Fool’s jester turns Lear on its head

Home > Culture > Arts & Design

print dictionary print

Fool’s jester turns Lear on its head

테스트

It’s no small task retelling the story of one of the greatest writers of all time. But that’s exactly what comedic novelist Christopher Moore set out to do in his latest book.

In “Fool,” Moore turns Shakespeare’s play “King Lear” on its head. Instead of being a tragedy, Moore’s book is a comedy. A relatively minor character in the play, the court jester, narrates Moore’s tale. And the text is littered with contemporary British and American slang and references.

In fact, readers familiar with Shakespeare’s Lear might have a hard time recognizing Moore’s creation as a modern incarnation of the play. Moore admits that he pulled lines for Fool from no fewer than a dozen plays. The three witches from Macbeth even play a large role in his story. And this is how he keeps pages turning - despite the familiarity of the characters, readers don’t know where the story is going next.

Like Shakespeare’s play, Fool opens with King Lear making the decision to retire and give his kingdom to his three daughters. He gathers the girls before him and tells them he will give the largest portion of his riches to the one that loves him the most. His first two daughters boast that they love him more than anything else in life. The youngest and the king’s favorite, Cordelia, admits that when she gets married she will love her husband more than her father. Enraged, King Lear disowns Cordelia and divides his kingdom between his two elder daughters.

Here is where the intrigue begins. Lear’s power-hungry daughters do everything they can to wrest the full share of the kingdom from their father and each other. People are stabbed, eyes are plucked out and more than one character goes mad in the process.

The fool, in true Shakespearean form, is the speaker of truth - the only one who is allowed to tell it as it is simply by virtue of not being taken seriously. Under the guidance of the witches and a ghost (to quote Moore: “There’s always a bloody ghost!”), the fool called Pocket manipulates the royalty and exacts revenge on those who hurt the people he loves.

Pocket is a perfect narrator. He is entertaining, sharp and most importantly human. Moore takes us behind the belled coxcomb and reveals a lonely man, cast away first by his mother then by the nuns that raised him. The family he has created for himself is motley - his “natural” apprentice who has a knack for impersonations, a laundress who shares more than just gossip and a knight who remains loyal to the king even when banished.

Moore walks a fine line between satire and slapstick. But it would be wrong to brush Moore’s book off as a bawdy and cheap attempt at poking fun at Shakespeare’s Lear. Fool definitely has its fair share of sex jokes, but like the fool himself, this is merely a facade. The novel delves deep into the minds and motivations of its characters, painting a society where power blinds and the weak seek vengeance.

Fool should not be discounted as unoriginal - it is anything but. As Moore points out in the author’s note, Shakespeare took the story line of King Lear from the folklore of his time. Now that Shakespeare’s plays are our cultural heritage, Moore has churned the tale once again, bringing with him a vibrancy and imagination all his own. Fool is a strong novel in its own right and should be appreciated as such.

Moore’s novel is one of the funniest books I’ve read this year. It is sure to snap even the most tightly wound Shakespeare purist out of the winter doldrums.

Fool

Author: Christopher Moore

Genre: Fiction

Publisher: William Morrow


By Nissa Rhee [nissarhee@gmail.com]
Log in to Twitter or Facebook account to connect
with the Korea JoongAng Daily
help-image Social comment?
s
lock icon

To write comments, please log in to one of the accounts.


» The task:
The copy you give must match the records exactly, except that it holds no images.

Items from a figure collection
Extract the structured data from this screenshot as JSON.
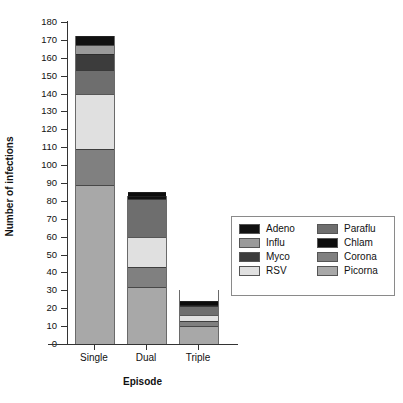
{
  "chart_data": {
    "type": "bar",
    "stacked": true,
    "title": "",
    "xlabel": "Episode",
    "ylabel": "Number of infections",
    "categories": [
      "Single",
      "Dual",
      "Triple"
    ],
    "ylim": [
      0,
      180
    ],
    "ytick_step": 10,
    "yticks": [
      0,
      10,
      20,
      30,
      40,
      50,
      60,
      70,
      80,
      90,
      100,
      110,
      120,
      130,
      140,
      150,
      160,
      170,
      180
    ],
    "grid": false,
    "legend_position": "right",
    "series": [
      {
        "name": "Adeno",
        "color": "#111111",
        "values": [
          5,
          2,
          1
        ]
      },
      {
        "name": "Influ",
        "color": "#9a9a9a",
        "values": [
          5,
          0,
          0
        ]
      },
      {
        "name": "Myco",
        "color": "#3c3c3c",
        "values": [
          9,
          0,
          0
        ]
      },
      {
        "name": "RSV",
        "color": "#e0e0e0",
        "values": [
          31,
          17,
          3
        ]
      },
      {
        "name": "Paraflu",
        "color": "#6e6e6e",
        "values": [
          13,
          21,
          5
        ]
      },
      {
        "name": "Chlam",
        "color": "#0d0d0d",
        "values": [
          0,
          2,
          2
        ]
      },
      {
        "name": "Corona",
        "color": "#808080",
        "values": [
          20,
          11,
          3
        ]
      },
      {
        "name": "Picorna",
        "color": "#a8a8a8",
        "values": [
          89,
          32,
          10
        ]
      }
    ],
    "stack_order_bottom_to_top": [
      "Picorna",
      "Corona",
      "RSV",
      "Paraflu",
      "Myco",
      "Influ",
      "Adeno",
      "Chlam"
    ],
    "totals": [
      172,
      83,
      30
    ]
  },
  "legend": {
    "entries": [
      {
        "label": "Adeno",
        "color": "#111111"
      },
      {
        "label": "Paraflu",
        "color": "#6e6e6e"
      },
      {
        "label": "Influ",
        "color": "#9a9a9a"
      },
      {
        "label": "Chlam",
        "color": "#0d0d0d"
      },
      {
        "label": "Myco",
        "color": "#3c3c3c"
      },
      {
        "label": "Corona",
        "color": "#808080"
      },
      {
        "label": "RSV",
        "color": "#e0e0e0"
      },
      {
        "label": "Picorna",
        "color": "#a8a8a8"
      }
    ]
  }
}
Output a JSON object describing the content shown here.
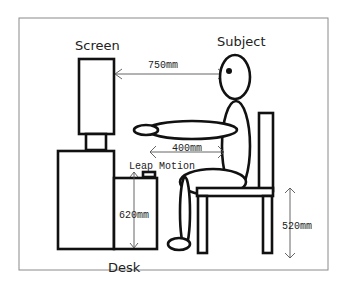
{
  "diagram": {
    "labels": {
      "screen": "Screen",
      "subject": "Subject",
      "desk": "Desk",
      "leap_motion": "Leap Motion"
    },
    "dimensions": {
      "screen_to_eye": "750mm",
      "hand_to_body": "400mm",
      "desk_height": "620mm",
      "chair_height": "520mm"
    },
    "colors": {
      "stroke": "#111111",
      "frame": "#888888",
      "background": "#ffffff"
    }
  }
}
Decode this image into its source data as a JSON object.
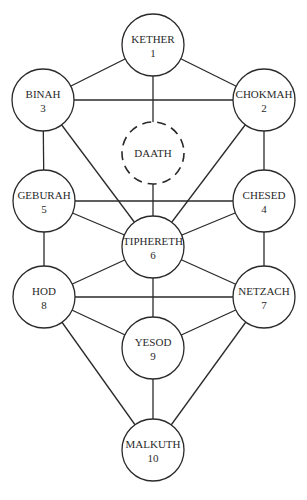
{
  "nodes": [
    {
      "id": "kether",
      "name": "KETHER",
      "number": "1"
    },
    {
      "id": "chokmah",
      "name": "CHOKMAH",
      "number": "2"
    },
    {
      "id": "binah",
      "name": "BINAH",
      "number": "3"
    },
    {
      "id": "daath",
      "name": "DAATH",
      "number": "",
      "hidden": true
    },
    {
      "id": "chesed",
      "name": "CHESED",
      "number": "4"
    },
    {
      "id": "geburah",
      "name": "GEBURAH",
      "number": "5"
    },
    {
      "id": "tiphereth",
      "name": "TIPHERETH",
      "number": "6"
    },
    {
      "id": "netzach",
      "name": "NETZACH",
      "number": "7"
    },
    {
      "id": "hod",
      "name": "HOD",
      "number": "8"
    },
    {
      "id": "yesod",
      "name": "YESOD",
      "number": "9"
    },
    {
      "id": "malkuth",
      "name": "MALKUTH",
      "number": "10"
    }
  ],
  "paths": [
    [
      "kether",
      "binah"
    ],
    [
      "kether",
      "chokmah"
    ],
    [
      "kether",
      "tiphereth"
    ],
    [
      "binah",
      "chokmah"
    ],
    [
      "binah",
      "geburah"
    ],
    [
      "binah",
      "tiphereth"
    ],
    [
      "chokmah",
      "chesed"
    ],
    [
      "chokmah",
      "tiphereth"
    ],
    [
      "geburah",
      "chesed"
    ],
    [
      "geburah",
      "tiphereth"
    ],
    [
      "geburah",
      "hod"
    ],
    [
      "chesed",
      "tiphereth"
    ],
    [
      "chesed",
      "netzach"
    ],
    [
      "tiphereth",
      "hod"
    ],
    [
      "tiphereth",
      "netzach"
    ],
    [
      "tiphereth",
      "yesod"
    ],
    [
      "hod",
      "netzach"
    ],
    [
      "hod",
      "yesod"
    ],
    [
      "hod",
      "malkuth"
    ],
    [
      "netzach",
      "yesod"
    ],
    [
      "netzach",
      "malkuth"
    ],
    [
      "yesod",
      "malkuth"
    ]
  ]
}
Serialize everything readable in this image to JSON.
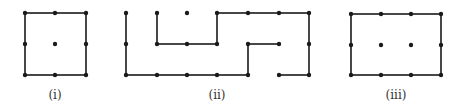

» Answer box:
Extract the structured data from this screenshot as JSON.
{
  "chart_data": {
    "type": "bar",
    "stacked": true,
    "title": "",
    "xlabel": "Episode",
    "ylabel": "Number of infections",
    "categories": [
      "Single",
      "Dual",
      "Triple"
    ],
    "ylim": [
      0,
      180
    ],
    "ytick_step": 10,
    "yticks": [
      0,
      10,
      20,
      30,
      40,
      50,
      60,
      70,
      80,
      90,
      100,
      110,
      120,
      130,
      140,
      150,
      160,
      170,
      180
    ],
    "grid": false,
    "legend_position": "right",
    "series": [
      {
        "name": "Adeno",
        "color": "#111111",
        "values": [
          5,
          2,
          1
        ]
      },
      {
        "name": "Influ",
        "color": "#9a9a9a",
        "values": [
          5,
          0,
          0
        ]
      },
      {
        "name": "Myco",
        "color": "#3c3c3c",
        "values": [
          9,
          0,
          0
        ]
      },
      {
        "name": "RSV",
        "color": "#e0e0e0",
        "values": [
          31,
          17,
          3
        ]
      },
      {
        "name": "Paraflu",
        "color": "#6e6e6e",
        "values": [
          13,
          21,
          5
        ]
      },
      {
        "name": "Chlam",
        "color": "#0d0d0d",
        "values": [
          0,
          2,
          2
        ]
      },
      {
        "name": "Corona",
        "color": "#808080",
        "values": [
          20,
          11,
          3
        ]
      },
      {
        "name": "Picorna",
        "color": "#a8a8a8",
        "values": [
          89,
          32,
          10
        ]
      }
    ],
    "stack_order_bottom_to_top": [
      "Picorna",
      "Corona",
      "RSV",
      "Paraflu",
      "Myco",
      "Influ",
      "Adeno",
      "Chlam"
    ],
    "totals": [
      172,
      83,
      30
    ]
  },
  "legend": {
    "entries": [
      {
        "label": "Adeno",
        "color": "#111111"
      },
      {
        "label": "Paraflu",
        "color": "#6e6e6e"
      },
      {
        "label": "Influ",
        "color": "#9a9a9a"
      },
      {
        "label": "Chlam",
        "color": "#0d0d0d"
      },
      {
        "label": "Myco",
        "color": "#3c3c3c"
      },
      {
        "label": "Corona",
        "color": "#808080"
      },
      {
        "label": "RSV",
        "color": "#e0e0e0"
      },
      {
        "label": "Picorna",
        "color": "#a8a8a8"
      }
    ]
  }
}
Output a JSON object describing the content shown here.
{
  "diagram": {
    "labels": {
      "screen": "Screen",
      "subject": "Subject",
      "desk": "Desk",
      "leap_motion": "Leap Motion"
    },
    "dimensions": {
      "screen_to_eye": "750mm",
      "hand_to_body": "400mm",
      "desk_height": "620mm",
      "chair_height": "520mm"
    },
    "colors": {
      "stroke": "#111111",
      "frame": "#888888",
      "background": "#ffffff"
    }
  }
}
Decode this image into its source data as a JSON object.
{
  "nodes": [
    {
      "id": "kether",
      "name": "KETHER",
      "number": "1"
    },
    {
      "id": "chokmah",
      "name": "CHOKMAH",
      "number": "2"
    },
    {
      "id": "binah",
      "name": "BINAH",
      "number": "3"
    },
    {
      "id": "daath",
      "name": "DAATH",
      "number": "",
      "hidden": true
    },
    {
      "id": "chesed",
      "name": "CHESED",
      "number": "4"
    },
    {
      "id": "geburah",
      "name": "GEBURAH",
      "number": "5"
    },
    {
      "id": "tiphereth",
      "name": "TIPHERETH",
      "number": "6"
    },
    {
      "id": "netzach",
      "name": "NETZACH",
      "number": "7"
    },
    {
      "id": "hod",
      "name": "HOD",
      "number": "8"
    },
    {
      "id": "yesod",
      "name": "YESOD",
      "number": "9"
    },
    {
      "id": "malkuth",
      "name": "MALKUTH",
      "number": "10"
    }
  ],
  "paths": [
    [
      "kether",
      "binah"
    ],
    [
      "kether",
      "chokmah"
    ],
    [
      "kether",
      "tiphereth"
    ],
    [
      "binah",
      "chokmah"
    ],
    [
      "binah",
      "geburah"
    ],
    [
      "binah",
      "tiphereth"
    ],
    [
      "chokmah",
      "chesed"
    ],
    [
      "chokmah",
      "tiphereth"
    ],
    [
      "geburah",
      "chesed"
    ],
    [
      "geburah",
      "tiphereth"
    ],
    [
      "geburah",
      "hod"
    ],
    [
      "chesed",
      "tiphereth"
    ],
    [
      "chesed",
      "netzach"
    ],
    [
      "tiphereth",
      "hod"
    ],
    [
      "tiphereth",
      "netzach"
    ],
    [
      "tiphereth",
      "yesod"
    ],
    [
      "hod",
      "netzach"
    ],
    [
      "hod",
      "yesod"
    ],
    [
      "hod",
      "malkuth"
    ],
    [
      "netzach",
      "yesod"
    ],
    [
      "netzach",
      "malkuth"
    ],
    [
      "yesod",
      "malkuth"
    ]
  ]
}
Serialize everything readable in this image to JSON.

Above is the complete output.